Intended Consequences
Growth is slowing, a credit contraction is looming, the Fed still wants to tighten, earnings trough?
Nothing is Settled
After soft ISM manufacturing and services surveys, soft core capital goods orders, a sharp drop in job openings, a soft ADP employment report, and after the BLS changed seasonal adjustment factors leading to considerably higher initial and continuing claims, we expected a March employment report that sealed the coming FOMC pause. While the report’s details were soft, particularly labor income, FOMC participants don’t seem to be able to look past headline nonfarm payrolls and the unemployment rate. Consequently, we will go into next week’s March CPI report with the market probability of a 25bp hike in May a coin toss.
Another hike would be a mistake. While FOMC participants might believe the market reaction will be muted, the market also expects 2.5 cuts by year end. More significantly, when the near-term forward spread (NTFS), the yield curve the Chairman believes contains the most recession forecasting content, first inverted in late November and was -0.5% at the December meeting, they slowed from 75bp to a 50bp hike. By the January meeting the NTFS was 100bp inverted and the pace slowed to 25bp. Following the dubious January employment, retail sales and inflation data that appears to have been flattered by faulty seasonal adjustment factors, the NTFS disinverted and Chairman Powell triggered iceberg risk by raising the possibility of a 50bp hike. That same curve is -1.38% following growing evidence that the Fed, and market participants got caught by the dubious January data. In the post-financial crisis period, screwy seasonals led to a half a decade of soft 3Q and strong 4Q employment growth, which contributed to the Fed easing in the fall of ‘10, ‘11 and ‘12, just as the data accelerated.
The most significant issue for the FOMC, and for market participants, remains the banking system. At these levels of rates in the belly of the curve the losses on securities holdings are manageable. Silicon Valley Bank’s available for sale portfolio they sold at the lows would be back to the December mark had they been able to hang on. While the losses on assets might be manageable, at the current policy rate, government competition for deposits is likely to lead to a significant contraction in the supply of credit to the private sector. Another rate hike would be reckless.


Across all the records, filter for lines with the word "stars" and copy them.

→ **Records provided**
--- START ---

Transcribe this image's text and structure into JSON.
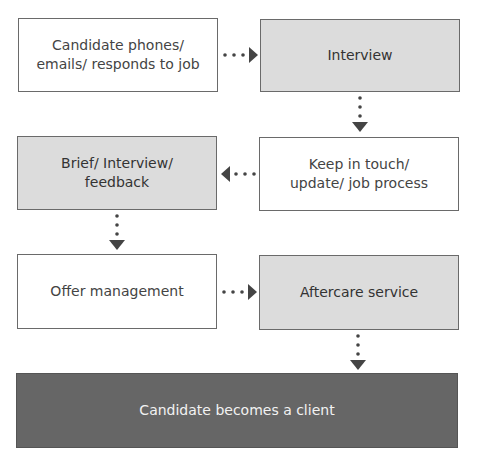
{
  "diagram": {
    "nodes": [
      {
        "id": "n1",
        "label": "Candidate phones/ emails/ responds to job",
        "line1": "Candidate phones/",
        "line2": "emails/ responds to job",
        "style": "white"
      },
      {
        "id": "n2",
        "label": "Interview",
        "style": "grey"
      },
      {
        "id": "n3",
        "label": "Keep in touch/ update/ job process",
        "line1": "Keep in touch/",
        "line2": "update/ job process",
        "style": "white"
      },
      {
        "id": "n4",
        "label": "Brief/ Interview/ feedback",
        "line1": "Brief/ Interview/",
        "line2": "feedback",
        "style": "grey"
      },
      {
        "id": "n5",
        "label": "Offer management",
        "style": "white"
      },
      {
        "id": "n6",
        "label": "Aftercare service",
        "style": "grey"
      },
      {
        "id": "n7",
        "label": "Candidate becomes a client",
        "style": "dark"
      }
    ],
    "edges": [
      {
        "from": "n1",
        "to": "n2",
        "direction": "right",
        "style": "dotted"
      },
      {
        "from": "n2",
        "to": "n3",
        "direction": "down",
        "style": "dotted"
      },
      {
        "from": "n3",
        "to": "n4",
        "direction": "left",
        "style": "dotted"
      },
      {
        "from": "n4",
        "to": "n5",
        "direction": "down",
        "style": "dotted"
      },
      {
        "from": "n5",
        "to": "n6",
        "direction": "right",
        "style": "dotted"
      },
      {
        "from": "n6",
        "to": "n7",
        "direction": "down",
        "style": "dotted"
      }
    ],
    "colors": {
      "white_fill": "#ffffff",
      "grey_fill": "#dcdcdc",
      "dark_fill": "#666666",
      "border": "#6a6a6a",
      "arrow": "#444444"
    }
  }
}
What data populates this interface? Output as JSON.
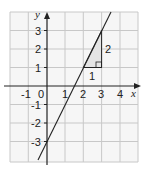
{
  "diagram": {
    "type": "coordinate-graph",
    "grid": {
      "xmin": -2,
      "xmax": 5,
      "ymin": -4,
      "ymax": 4
    },
    "axes": {
      "xlabel": "x",
      "ylabel": "y",
      "origin_label": "0"
    },
    "x_ticks": [
      "-1",
      "1",
      "2",
      "3",
      "4"
    ],
    "y_ticks": [
      "3",
      "2",
      "1",
      "-1",
      "-2",
      "-3"
    ],
    "line": {
      "equation": "y = 2x - 3",
      "slope": 2,
      "intercept": -3
    },
    "gradient_triangle": {
      "run_label": "1",
      "rise_label": "2",
      "from": [
        2,
        1
      ],
      "to": [
        3,
        3
      ]
    },
    "colors": {
      "grid": "#c8c8c8",
      "axis": "#222222",
      "line": "#222222",
      "triangle_fill": "#e6e6e6",
      "background": "#f4f4f4"
    }
  }
}
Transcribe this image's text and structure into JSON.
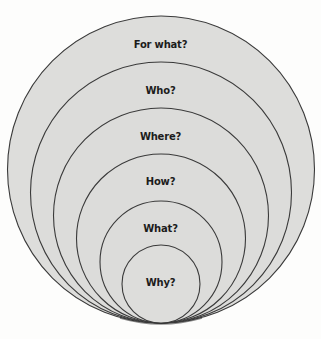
{
  "diagram": {
    "type": "nested-tangent-circles",
    "fill_color": "#dcdcda",
    "stroke_color": "#3a3a3a",
    "background": "#fdfdfc",
    "layers": [
      {
        "label": "For what?",
        "order": 1
      },
      {
        "label": "Who?",
        "order": 2
      },
      {
        "label": "Where?",
        "order": 3
      },
      {
        "label": "How?",
        "order": 4
      },
      {
        "label": "What?",
        "order": 5
      },
      {
        "label": "Why?",
        "order": 6
      }
    ]
  }
}
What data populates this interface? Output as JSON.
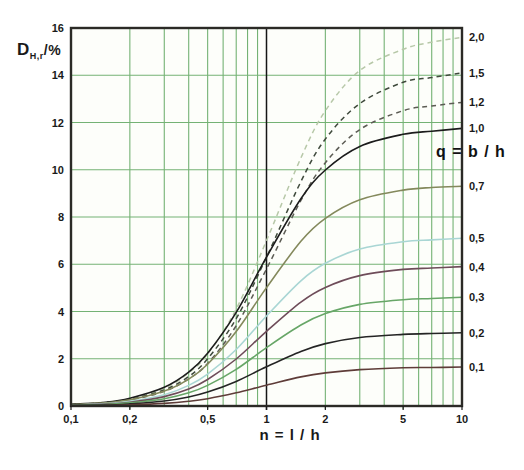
{
  "figure": {
    "y_axis": {
      "base": "D",
      "subscript": "H,r",
      "unit": "/%"
    },
    "x_axis_title": "n = l / h",
    "q_label": "q = b / h"
  },
  "chart_data": {
    "type": "line",
    "title": "",
    "xlabel": "n = l / h",
    "ylabel": "D_H,r /%",
    "x_scale": "log",
    "xlim": [
      0.1,
      10
    ],
    "ylim": [
      0,
      16
    ],
    "grid": {
      "on": true,
      "color": "#74b274",
      "x_minor": [
        0.2,
        0.3,
        0.4,
        0.5,
        0.6,
        0.7,
        0.8,
        0.9,
        2,
        3,
        4,
        5,
        6,
        7,
        8,
        9
      ],
      "x_dark": [
        1
      ],
      "y_lines": [
        2,
        4,
        6,
        8,
        10,
        12,
        14
      ],
      "dark_line_color": "#151515",
      "border_color": "#2b2a26",
      "plot_background": "#fdfefa"
    },
    "x_ticks": [
      {
        "value": 0.1,
        "label": "0,1"
      },
      {
        "value": 0.2,
        "label": "0,2"
      },
      {
        "value": 0.5,
        "label": "0,5"
      },
      {
        "value": 1,
        "label": "1"
      },
      {
        "value": 2,
        "label": "2"
      },
      {
        "value": 5,
        "label": "5"
      },
      {
        "value": 10,
        "label": "10"
      }
    ],
    "y_ticks": [
      {
        "value": 0,
        "label": "0"
      },
      {
        "value": 2,
        "label": "2"
      },
      {
        "value": 4,
        "label": "4"
      },
      {
        "value": 6,
        "label": "6"
      },
      {
        "value": 8,
        "label": "8"
      },
      {
        "value": 10,
        "label": "10"
      },
      {
        "value": 12,
        "label": "12"
      },
      {
        "value": 14,
        "label": "14"
      },
      {
        "value": 16,
        "label": "16"
      }
    ],
    "x": [
      0.1,
      0.15,
      0.2,
      0.3,
      0.4,
      0.5,
      0.7,
      1,
      1.5,
      2,
      3,
      5,
      7,
      10
    ],
    "series": [
      {
        "name": "2,0",
        "q": 2.0,
        "dashed": true,
        "color": "#b7c8a8",
        "values": [
          0.06,
          0.16,
          0.3,
          0.75,
          1.4,
          2.2,
          4.1,
          7.0,
          10.5,
          12.5,
          14.2,
          15.1,
          15.4,
          15.6
        ]
      },
      {
        "name": "1,5",
        "q": 1.5,
        "dashed": true,
        "color": "#3f4a3c",
        "values": [
          0.06,
          0.14,
          0.28,
          0.68,
          1.25,
          2.0,
          3.7,
          6.3,
          9.5,
          11.3,
          12.8,
          13.7,
          13.9,
          14.1
        ]
      },
      {
        "name": "1,2",
        "q": 1.2,
        "dashed": true,
        "color": "#5c5c54",
        "values": [
          0.05,
          0.13,
          0.25,
          0.62,
          1.15,
          1.8,
          3.4,
          5.8,
          8.7,
          10.3,
          11.7,
          12.5,
          12.7,
          12.85
        ]
      },
      {
        "name": "1,0",
        "q": 1.0,
        "dashed": false,
        "color": "#1c1c1c",
        "values": [
          0.07,
          0.16,
          0.33,
          0.79,
          1.43,
          2.23,
          3.96,
          6.3,
          8.77,
          9.99,
          10.99,
          11.5,
          11.63,
          11.75
        ]
      },
      {
        "name": "0,7",
        "q": 0.7,
        "dashed": false,
        "color": "#84895c",
        "values": [
          0.06,
          0.13,
          0.26,
          0.63,
          1.14,
          1.77,
          3.15,
          5.01,
          6.97,
          7.94,
          8.73,
          9.14,
          9.25,
          9.3
        ]
      },
      {
        "name": "0,5",
        "q": 0.5,
        "dashed": false,
        "color": "#a9d6d4",
        "values": [
          0.04,
          0.1,
          0.2,
          0.48,
          0.87,
          1.35,
          2.39,
          3.81,
          5.3,
          6.04,
          6.64,
          6.95,
          7.03,
          7.1
        ]
      },
      {
        "name": "0,4",
        "q": 0.4,
        "dashed": false,
        "color": "#6e4c59",
        "values": [
          0.04,
          0.08,
          0.16,
          0.4,
          0.72,
          1.12,
          1.99,
          3.16,
          4.4,
          5.02,
          5.52,
          5.78,
          5.84,
          5.9
        ]
      },
      {
        "name": "0,3",
        "q": 0.3,
        "dashed": false,
        "color": "#67a667",
        "values": [
          0.03,
          0.06,
          0.13,
          0.31,
          0.56,
          0.87,
          1.55,
          2.47,
          3.43,
          3.91,
          4.3,
          4.5,
          4.55,
          4.6
        ]
      },
      {
        "name": "0,2",
        "q": 0.2,
        "dashed": false,
        "color": "#242424",
        "values": [
          0.02,
          0.04,
          0.09,
          0.21,
          0.38,
          0.59,
          1.04,
          1.66,
          2.31,
          2.64,
          2.9,
          3.03,
          3.07,
          3.1
        ]
      },
      {
        "name": "0,1",
        "q": 0.1,
        "dashed": false,
        "color": "#5e3c38",
        "values": [
          0.01,
          0.02,
          0.05,
          0.11,
          0.2,
          0.31,
          0.56,
          0.88,
          1.23,
          1.4,
          1.54,
          1.62,
          1.63,
          1.65
        ]
      }
    ],
    "legend_position": "right-of-curves",
    "label_color": "#1a1a1a"
  }
}
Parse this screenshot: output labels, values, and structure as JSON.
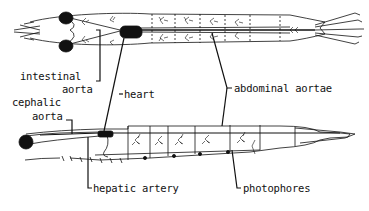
{
  "diagram": {
    "views": [
      "dorsal view",
      "lateral view"
    ],
    "colors": {
      "ink": "#111111",
      "background": "#ffffff"
    },
    "labels": {
      "intestinal_aorta_line1": "intestinal",
      "intestinal_aorta_line2": "aorta",
      "heart": "heart",
      "abdominal_aortae": "abdominal aortae",
      "cephalic_aorta_line1": "cephalic",
      "cephalic_aorta_line2": "aorta",
      "hepatic_artery": "hepatic artery",
      "photophores": "photophores"
    }
  }
}
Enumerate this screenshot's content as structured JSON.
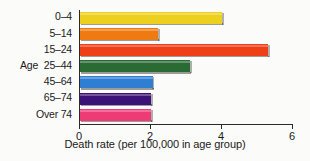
{
  "chart_data": {
    "type": "bar",
    "orientation": "horizontal",
    "title": "",
    "xlabel": "Death rate (per 100,000 in age group)",
    "ylabel": "Age",
    "categories": [
      "0–4",
      "5–14",
      "15–24",
      "25–44",
      "45–64",
      "65–74",
      "Over 74"
    ],
    "values": [
      4.0,
      2.2,
      5.3,
      3.1,
      2.05,
      2.0,
      2.0
    ],
    "colors": [
      "#edd01e",
      "#ef7a12",
      "#ee3f16",
      "#2a6b34",
      "#2e7fd4",
      "#3d1278",
      "#ee3a75"
    ],
    "xlim": [
      0,
      6
    ],
    "xticks": [
      0,
      2,
      4,
      6
    ],
    "xtick_labels": [
      "0",
      "2",
      "4",
      "6"
    ],
    "grid": false,
    "legend": false,
    "background": "#fbfbf9",
    "axis_color": "#2a2a2a"
  }
}
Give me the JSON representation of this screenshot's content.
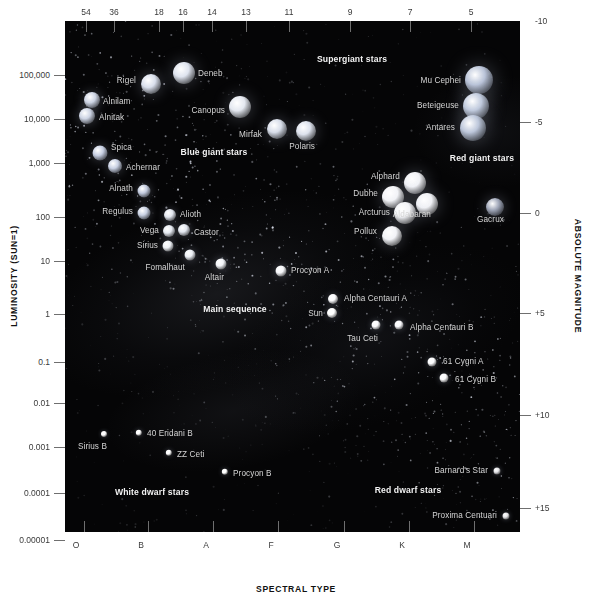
{
  "chart_data": {
    "type": "scatter",
    "xlabel": "SPECTRAL TYPE",
    "ylabel": "LUMINOSITY (SUN=1)",
    "y2label": "ABSOLUTE MAGNITUDE",
    "xlabel_top": "Surface temperature (thousands of Kelvin)",
    "grid": false,
    "legend": "none",
    "x_ticks_bottom": [
      "O",
      "B",
      "A",
      "F",
      "G",
      "K",
      "M"
    ],
    "x_ticks_top": [
      "54",
      "36",
      "18",
      "16",
      "14",
      "13",
      "11",
      "9",
      "7",
      "5"
    ],
    "y_ticks_left": [
      "100,000",
      "10,000",
      "1,000",
      "100",
      "10",
      "1",
      "0.1",
      "0.01",
      "0.001",
      "0.0001",
      "0.00001"
    ],
    "y_ticks_right": [
      "-10",
      "-5",
      "0",
      "+5",
      "+10",
      "+15"
    ],
    "ylim": [
      1e-05,
      1000000
    ],
    "regions": [
      {
        "label": "Supergiant stars",
        "x": 352,
        "y": 59
      },
      {
        "label": "Blue giant stars",
        "x": 214,
        "y": 152
      },
      {
        "label": "Red giant stars",
        "x": 482,
        "y": 158
      },
      {
        "label": "Main sequence",
        "x": 235,
        "y": 309
      },
      {
        "label": "White dwarf stars",
        "x": 152,
        "y": 492
      },
      {
        "label": "Red dwarf stars",
        "x": 408,
        "y": 490
      }
    ],
    "stars": [
      {
        "name": "Deneb",
        "x": 184,
        "y": 73,
        "r": 11,
        "color": "#dfe4ef",
        "label_side": "right",
        "lx": 198,
        "ly": 73
      },
      {
        "name": "Rigel",
        "x": 151,
        "y": 84,
        "r": 10,
        "color": "#d9dfec",
        "label_side": "left",
        "lx": 136,
        "ly": 80
      },
      {
        "name": "Alnilam",
        "x": 92,
        "y": 100,
        "r": 8,
        "color": "#cdd4e4",
        "label_side": "right",
        "lx": 103,
        "ly": 101
      },
      {
        "name": "Alnitak",
        "x": 87,
        "y": 116,
        "r": 8,
        "color": "#cdd4e4",
        "label_side": "right",
        "lx": 99,
        "ly": 117
      },
      {
        "name": "Canopus",
        "x": 240,
        "y": 107,
        "r": 11,
        "color": "#e4e8f0",
        "label_side": "left",
        "lx": 225,
        "ly": 110
      },
      {
        "name": "Mirfak",
        "x": 277,
        "y": 129,
        "r": 10,
        "color": "#d7dde9",
        "label_side": "left",
        "lx": 262,
        "ly": 134
      },
      {
        "name": "Polaris",
        "x": 306,
        "y": 131,
        "r": 10,
        "color": "#dde2ed",
        "label_side": "left",
        "lx": 315,
        "ly": 146
      },
      {
        "name": "Spica",
        "x": 100,
        "y": 153,
        "r": 7.5,
        "color": "#c6cee2",
        "label_side": "right",
        "lx": 111,
        "ly": 147
      },
      {
        "name": "Achernar",
        "x": 115,
        "y": 166,
        "r": 7,
        "color": "#c8d0e3",
        "label_side": "right",
        "lx": 126,
        "ly": 167
      },
      {
        "name": "Alnath",
        "x": 144,
        "y": 191,
        "r": 6.5,
        "color": "#c3cbdf",
        "label_side": "left",
        "lx": 133,
        "ly": 188
      },
      {
        "name": "Regulus",
        "x": 144,
        "y": 213,
        "r": 6.5,
        "color": "#c8d0e2",
        "label_side": "left",
        "lx": 133,
        "ly": 211
      },
      {
        "name": "Alioth",
        "x": 170,
        "y": 215,
        "r": 6,
        "color": "#e2e6ef",
        "label_side": "right",
        "lx": 180,
        "ly": 214
      },
      {
        "name": "Vega",
        "x": 169,
        "y": 231,
        "r": 6,
        "color": "#e6eaf2",
        "label_side": "left",
        "lx": 159,
        "ly": 230
      },
      {
        "name": "Castor",
        "x": 184,
        "y": 230,
        "r": 6,
        "color": "#e3e7f0",
        "label_side": "right",
        "lx": 194,
        "ly": 232
      },
      {
        "name": "Sirius",
        "x": 168,
        "y": 246,
        "r": 5.5,
        "color": "#eef1f6",
        "label_side": "left",
        "lx": 158,
        "ly": 245
      },
      {
        "name": "Fomalhaut",
        "x": 190,
        "y": 255,
        "r": 5.5,
        "color": "#eceff5",
        "label_side": "left",
        "lx": 185,
        "ly": 267
      },
      {
        "name": "Altair",
        "x": 221,
        "y": 264,
        "r": 5.5,
        "color": "#f2f4f8",
        "label_side": "left",
        "lx": 224,
        "ly": 277
      },
      {
        "name": "Procyon A",
        "x": 281,
        "y": 271,
        "r": 5.5,
        "color": "#f6f7fa",
        "label_side": "right",
        "lx": 291,
        "ly": 270
      },
      {
        "name": "Alpha Centauri A",
        "x": 333,
        "y": 299,
        "r": 5,
        "color": "#fbfbfd",
        "label_side": "right",
        "lx": 344,
        "ly": 298
      },
      {
        "name": "Sun",
        "x": 332,
        "y": 313,
        "r": 5,
        "color": "#ffffff",
        "label_side": "left",
        "lx": 323,
        "ly": 313
      },
      {
        "name": "Tau Ceti",
        "x": 376,
        "y": 325,
        "r": 4.5,
        "color": "#fafafc",
        "label_side": "left",
        "lx": 378,
        "ly": 338
      },
      {
        "name": "Alpha Centauri B",
        "x": 399,
        "y": 325,
        "r": 4.5,
        "color": "#f8f8fb",
        "label_side": "right",
        "lx": 410,
        "ly": 327
      },
      {
        "name": "61 Cygni A",
        "x": 432,
        "y": 362,
        "r": 4.5,
        "color": "#fcfcfe",
        "label_side": "right",
        "lx": 443,
        "ly": 361
      },
      {
        "name": "61 Cygni B",
        "x": 444,
        "y": 378,
        "r": 4.5,
        "color": "#fafafc",
        "label_side": "right",
        "lx": 455,
        "ly": 379
      },
      {
        "name": "Mu Cephei",
        "x": 479,
        "y": 80,
        "r": 14,
        "color": "#b9c3d8",
        "label_side": "left",
        "lx": 461,
        "ly": 80
      },
      {
        "name": "Beteigeuse",
        "x": 476,
        "y": 106,
        "r": 13,
        "color": "#c0cadd",
        "label_side": "left",
        "lx": 459,
        "ly": 105
      },
      {
        "name": "Antares",
        "x": 473,
        "y": 128,
        "r": 13,
        "color": "#bcc6da",
        "label_side": "left",
        "lx": 455,
        "ly": 127
      },
      {
        "name": "Alphard",
        "x": 415,
        "y": 183,
        "r": 11,
        "color": "#f1f2f6",
        "label_side": "left",
        "lx": 400,
        "ly": 176
      },
      {
        "name": "Dubhe",
        "x": 393,
        "y": 197,
        "r": 11,
        "color": "#f3f4f7",
        "label_side": "left",
        "lx": 378,
        "ly": 193
      },
      {
        "name": "Aldabaran",
        "x": 427,
        "y": 204,
        "r": 11,
        "color": "#f0f1f5",
        "label_side": "left",
        "lx": 431,
        "ly": 214
      },
      {
        "name": "Arcturus",
        "x": 405,
        "y": 213,
        "r": 11,
        "color": "#f2f3f7",
        "label_side": "left",
        "lx": 390,
        "ly": 212
      },
      {
        "name": "Gacrux",
        "x": 495,
        "y": 207,
        "r": 9,
        "color": "#9fa6b8",
        "label_side": "left",
        "lx": 504,
        "ly": 219
      },
      {
        "name": "Pollux",
        "x": 392,
        "y": 236,
        "r": 10,
        "color": "#f2f3f7",
        "label_side": "left",
        "lx": 377,
        "ly": 231
      },
      {
        "name": "Sirius B",
        "x": 104,
        "y": 434,
        "r": 3,
        "color": "#ffffff",
        "label_side": "left",
        "lx": 107,
        "ly": 446
      },
      {
        "name": "40 Eridani B",
        "x": 139,
        "y": 433,
        "r": 3.2,
        "color": "#ffffff",
        "label_side": "right",
        "lx": 147,
        "ly": 433
      },
      {
        "name": "ZZ Ceti",
        "x": 169,
        "y": 453,
        "r": 3.2,
        "color": "#ffffff",
        "label_side": "right",
        "lx": 177,
        "ly": 454
      },
      {
        "name": "Procyon B",
        "x": 225,
        "y": 472,
        "r": 3.2,
        "color": "#ffffff",
        "label_side": "right",
        "lx": 233,
        "ly": 473
      },
      {
        "name": "Barnard's Star",
        "x": 497,
        "y": 471,
        "r": 3.5,
        "color": "#e3e3e6",
        "label_side": "left",
        "lx": 488,
        "ly": 470
      },
      {
        "name": "Proxima Centuari",
        "x": 506,
        "y": 516,
        "r": 3.5,
        "color": "#e3e3e6",
        "label_side": "left",
        "lx": 497,
        "ly": 515
      }
    ]
  },
  "axes": {
    "top": {
      "ticks": [
        {
          "label": "54",
          "x": 86
        },
        {
          "label": "36",
          "x": 114
        },
        {
          "label": "18",
          "x": 159
        },
        {
          "label": "16",
          "x": 183
        },
        {
          "label": "14",
          "x": 212
        },
        {
          "label": "13",
          "x": 246
        },
        {
          "label": "11",
          "x": 289
        },
        {
          "label": "9",
          "x": 350
        },
        {
          "label": "7",
          "x": 410
        },
        {
          "label": "5",
          "x": 471
        }
      ]
    },
    "bottom": {
      "title": "SPECTRAL TYPE",
      "ticks": [
        {
          "x": 84
        },
        {
          "x": 148
        },
        {
          "x": 213
        },
        {
          "x": 278
        },
        {
          "x": 344
        },
        {
          "x": 409
        },
        {
          "x": 474
        }
      ],
      "labels": [
        {
          "label": "O",
          "x": 76
        },
        {
          "label": "B",
          "x": 141
        },
        {
          "label": "A",
          "x": 206
        },
        {
          "label": "F",
          "x": 271
        },
        {
          "label": "G",
          "x": 337
        },
        {
          "label": "K",
          "x": 402
        },
        {
          "label": "M",
          "x": 467
        }
      ]
    },
    "left": {
      "title": "LUMINOSITY (SUN=1)",
      "ticks": [
        {
          "label": "100,000",
          "y": 75
        },
        {
          "label": "10,000",
          "y": 119
        },
        {
          "label": "1,000",
          "y": 163
        },
        {
          "label": "100",
          "y": 217
        },
        {
          "label": "10",
          "y": 261
        },
        {
          "label": "1",
          "y": 314
        },
        {
          "label": "0.1",
          "y": 362
        },
        {
          "label": "0.01",
          "y": 403
        },
        {
          "label": "0.001",
          "y": 447
        },
        {
          "label": "0.0001",
          "y": 493
        },
        {
          "label": "0.00001",
          "y": 540
        }
      ]
    },
    "right": {
      "title": "ABSOLUTE MAGNITUDE",
      "ticks": [
        {
          "label": "-10",
          "y": 21
        },
        {
          "label": "-5",
          "y": 122
        },
        {
          "label": "0",
          "y": 213
        },
        {
          "label": "+5",
          "y": 313
        },
        {
          "label": "+10",
          "y": 415
        },
        {
          "label": "+15",
          "y": 508
        }
      ]
    }
  }
}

--- END ---

→ **Task output**
        "label": "Supergiant stars",
        "label": "Blue giant stars",
        "label": "Red giant stars",
        "label": "White dwarf stars",
        "label": "Red dwarf stars",
    "stars": [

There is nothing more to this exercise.